| Food | g | Cal | Met (mg) | |
|---|---|---|---|---|
| Total | 0 | 0 |
| Food | g | Cal | Met (mg) | |
|---|---|---|---|---|
| Total | 0 | 0 |
| Food | g | Cal | Met (mg) | |
|---|---|---|---|---|
| Total | 0 | 0 |
| Food | g | Cal | Met (mg) | |
|---|---|---|---|---|
| Total | 0 | 0 |
You'll see amounts written like "646 mg" — mg is short for milligram, just a small unit of weight, the same way an inch is a unit of length. You don't need to do any math; the tool adds everything up for you.
Step 1 — Look up a food. Type it into the search box (e.g. "chicken breast," or "6 oz chicken breast" if you know the amount), tap the microphone (🎤) and say it out loud, or tap the camera (📷) to scan a package barcode. There's also a row of buttons above the search box for common foods — just tap one instead of typing.
Step 2 — Add it to your list. Each search result has a box for how many grams and a + Add button. Change the amount to match your portion, then tap Add. The "Adding to" choice above the search box sends it either to Today's Log (what you're eating now) or the Shopping List (planning ahead — doesn't count toward your total).
Step 3 — Read your total. Scroll to Today's Log to see a running total in mg and a bar showing how close you are to whatever daily amount your doctor has given you (type it into the box there — this tool doesn't suggest a number itself). Tap the small × next to any item to remove it.
Search pulls live results from the USDA FoodData Central database. Voice input (🎤) and barcode scanning (📷, using your camera) work the same way as typing — whatever text they produce gets searched.
USDA only publishes full amino-acid breakdowns for "Foundation Foods" and "SR Legacy" entries — whole, basic foods like raw chicken breast, lentils, or rice. "Branded" packaged foods only carry label macros, because manufacturers aren't required to disclose amino acid content. When methionine isn't in the data, this tool estimates it as a share of the food's protein content — 1.5% for produce, 2.5% for canned goods, 3.5% for meat — and always marks it as an estimate (in italics, with a ~), never presenting it as measured.
The log tracks what you've eaten against your daily methionine cap; the shopping list is just a running total for planning ahead, with a print button. Save the current log as a named recipe to reuse later — everything is stored locally in your own browser, nowhere else.
Methionine is an essential amino acid. Research by Professor Robert M. Hoffman (UCSD) found that many cancer cells are unusually dependent on external methionine for growth — a phenomenon sometimes called the "Hoffman Effect" or methionine addiction — even though, unlike normal cells, they're technically capable of producing some of their own. Restricting dietary methionine has been studied preclinically, and in some published case reports, as a way to selectively stress cancer cells and potentially sensitize them to chemotherapy (the "Hoffman Protocol").

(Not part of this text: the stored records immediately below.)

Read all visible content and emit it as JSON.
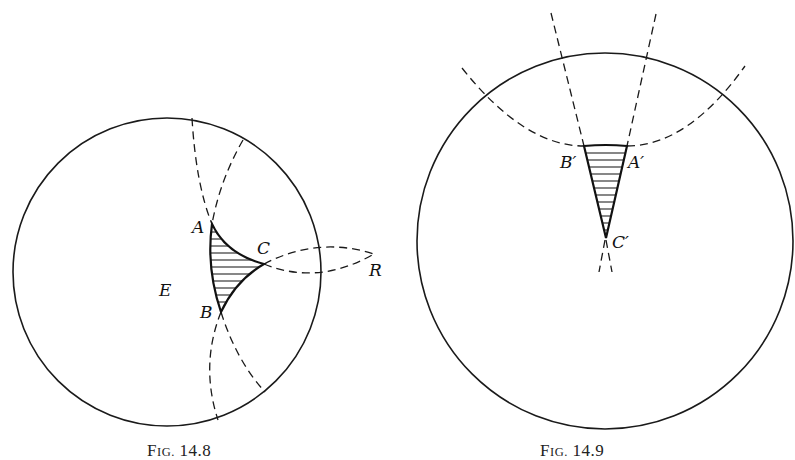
{
  "figures": [
    {
      "id": "fig-14-8",
      "caption": {
        "prefix": "F",
        "smallcaps": "IG.",
        "number": " 14.8"
      },
      "labels": {
        "A": "A",
        "B": "B",
        "C": "C",
        "E": "E",
        "R": "R"
      }
    },
    {
      "id": "fig-14-9",
      "caption": {
        "prefix": "F",
        "smallcaps": "IG.",
        "number": " 14.9"
      },
      "labels": {
        "A": "A′",
        "B": "B′",
        "C": "C′"
      }
    }
  ],
  "colors": {
    "ink": "#1a1a1a",
    "background": "#ffffff"
  }
}
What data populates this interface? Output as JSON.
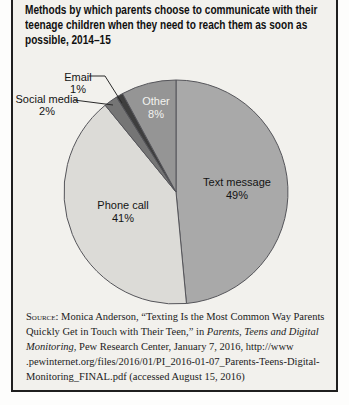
{
  "chart_data": {
    "type": "pie",
    "title": "Methods by which parents choose to communicate with their teenage children when they need to reach them as soon as possible, 2014–15",
    "direction": "clockwise",
    "start_angle_deg": 0,
    "legend": "labels-on-slices",
    "slices": [
      {
        "label": "Text message",
        "value": 49,
        "pct_label": "49%",
        "color": "#a9a9a9",
        "label_color": "#141414",
        "label_placement": "inside"
      },
      {
        "label": "Phone call",
        "value": 41,
        "pct_label": "41%",
        "color": "#dcdbd7",
        "label_color": "#141414",
        "label_placement": "inside"
      },
      {
        "label": "Social media",
        "value": 2,
        "pct_label": "2%",
        "color": "#757575",
        "label_color": "#141414",
        "label_placement": "callout"
      },
      {
        "label": "Email",
        "value": 1,
        "pct_label": "1%",
        "color": "#3e3e3e",
        "label_color": "#141414",
        "label_placement": "callout"
      },
      {
        "label": "Other",
        "value": 8,
        "pct_label": "8%",
        "color": "#959595",
        "label_color": "#f3f3f0",
        "label_placement": "inside"
      }
    ],
    "outline_color": "#55555a",
    "leader_line_color": "#2a2a2a"
  },
  "source": {
    "label": "Source:",
    "part1": " Monica Anderson, “Texting Is the Most Common Way Parents Quickly Get in Touch with Their Teen,” in ",
    "italic": "Parents, Teens and Digital Monitoring",
    "part2": ", Pew Research Center, January 7, 2016, http://www .pewinternet.org/files/2016/01/PI_2016-01-07_Parents-Teens-Digital-Monitoring_FINAL.pdf (accessed August 15, 2016)"
  }
}
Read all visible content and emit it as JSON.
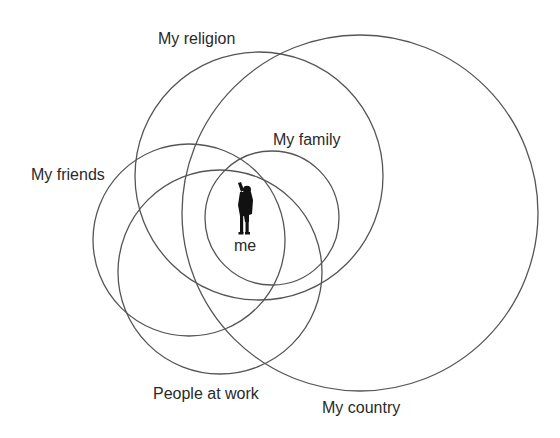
{
  "diagram": {
    "type": "overlapping-circles",
    "stroke_color": "#555555",
    "text_color": "#2a2a2a",
    "center": {
      "label": "me",
      "icon": "person-silhouette-icon"
    },
    "circles": [
      {
        "id": "religion",
        "label": "My religion"
      },
      {
        "id": "family",
        "label": "My family"
      },
      {
        "id": "friends",
        "label": "My friends"
      },
      {
        "id": "work",
        "label": "People at work"
      },
      {
        "id": "country",
        "label": "My country"
      }
    ]
  }
}
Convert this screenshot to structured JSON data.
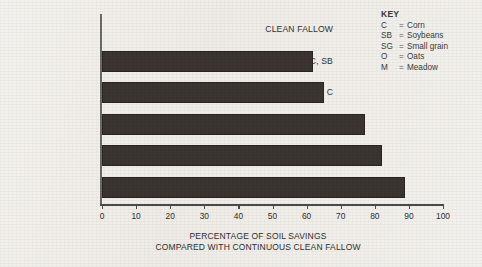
{
  "key": {
    "title": "KEY",
    "equals": "=",
    "entries": [
      {
        "symbol": "C",
        "definition": "Corn"
      },
      {
        "symbol": "SB",
        "definition": "Soybeans"
      },
      {
        "symbol": "SG",
        "definition": "Small grain"
      },
      {
        "symbol": "O",
        "definition": "Oats"
      },
      {
        "symbol": "M",
        "definition": "Meadow"
      }
    ]
  },
  "caption": {
    "line1": "PERCENTAGE OF SOIL SAVINGS",
    "line2": "COMPARED WITH CONTINUOUS CLEAN FALLOW"
  },
  "colors": {
    "bar": "#3b3430",
    "axis": "#4a4a4a",
    "background": "#f2f0ec",
    "text": "#2e2e2e"
  },
  "chart_data": {
    "type": "bar",
    "orientation": "horizontal",
    "title": "",
    "xlabel": "PERCENTAGE OF SOIL SAVINGS COMPARED WITH CONTINUOUS CLEAN FALLOW",
    "ylabel": "",
    "xlim": [
      0,
      100
    ],
    "xticks": [
      0,
      10,
      20,
      30,
      40,
      50,
      60,
      70,
      80,
      90,
      100
    ],
    "xtick_labels": [
      "0",
      "10",
      "20",
      "30",
      "40",
      "50",
      "60",
      "70",
      "80",
      "90",
      "100"
    ],
    "grid": false,
    "legend": "none",
    "categories": [
      "CLEAN FALLOW",
      "C, SB",
      "C, C",
      "C, SG, SB, SG",
      "C, SB, C, O, M, M",
      "C, C, O, M, M, M"
    ],
    "values": [
      0,
      62,
      65,
      77,
      82,
      89
    ]
  }
}
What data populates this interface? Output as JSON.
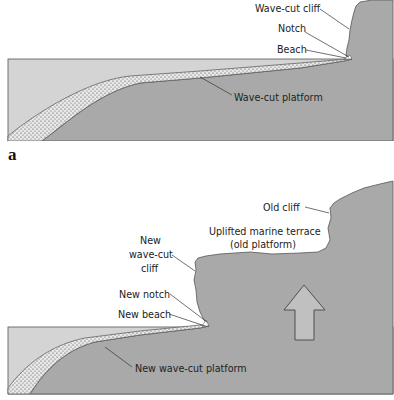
{
  "figure": {
    "panels": [
      {
        "id": "a",
        "letter": "a",
        "labels": {
          "wave_cut_cliff": "Wave-cut cliff",
          "notch": "Notch",
          "beach": "Beach",
          "wave_cut_platform": "Wave-cut platform"
        }
      },
      {
        "id": "b",
        "letter": "",
        "labels": {
          "old_cliff": "Old cliff",
          "terrace_line1": "Uplifted marine terrace",
          "terrace_line2": "(old platform)",
          "new_cliff_line1": "New",
          "new_cliff_line2": "wave-cut",
          "new_cliff_line3": "cliff",
          "new_notch": "New notch",
          "new_beach": "New beach",
          "new_platform": "New wave-cut platform"
        },
        "arrow": "uplift-arrow"
      }
    ],
    "colors": {
      "sea": "#d4d4d4",
      "land": "#a9a9a9",
      "sediment": "#e6e6e6",
      "outline": "#555555",
      "leader": "#333333"
    }
  }
}
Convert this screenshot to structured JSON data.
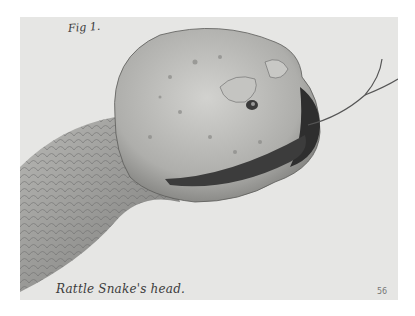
{
  "plate": {
    "figure_label": "Fig 1.",
    "caption": "Rattle Snake's head.",
    "page_number": "56",
    "subject": "rattlesnake head engraving",
    "colors": {
      "paper": "#e6e6e4",
      "page": "#ffffff",
      "ink": "#3a3a3a",
      "shadow": "#555555"
    }
  }
}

This research is real but early-stage: the evidence base is mostly preclinical (cell and animal studies) plus individual clinical case reports, not large randomized controlled trials. Methionine restriction is not part of standard oncology treatment guidelines, and no methionine-restricting drug is FDA-approved for cancer treatment. This tool is for people who want to track and plan a lower-methionine diet for their own reasons — it is not medical advice.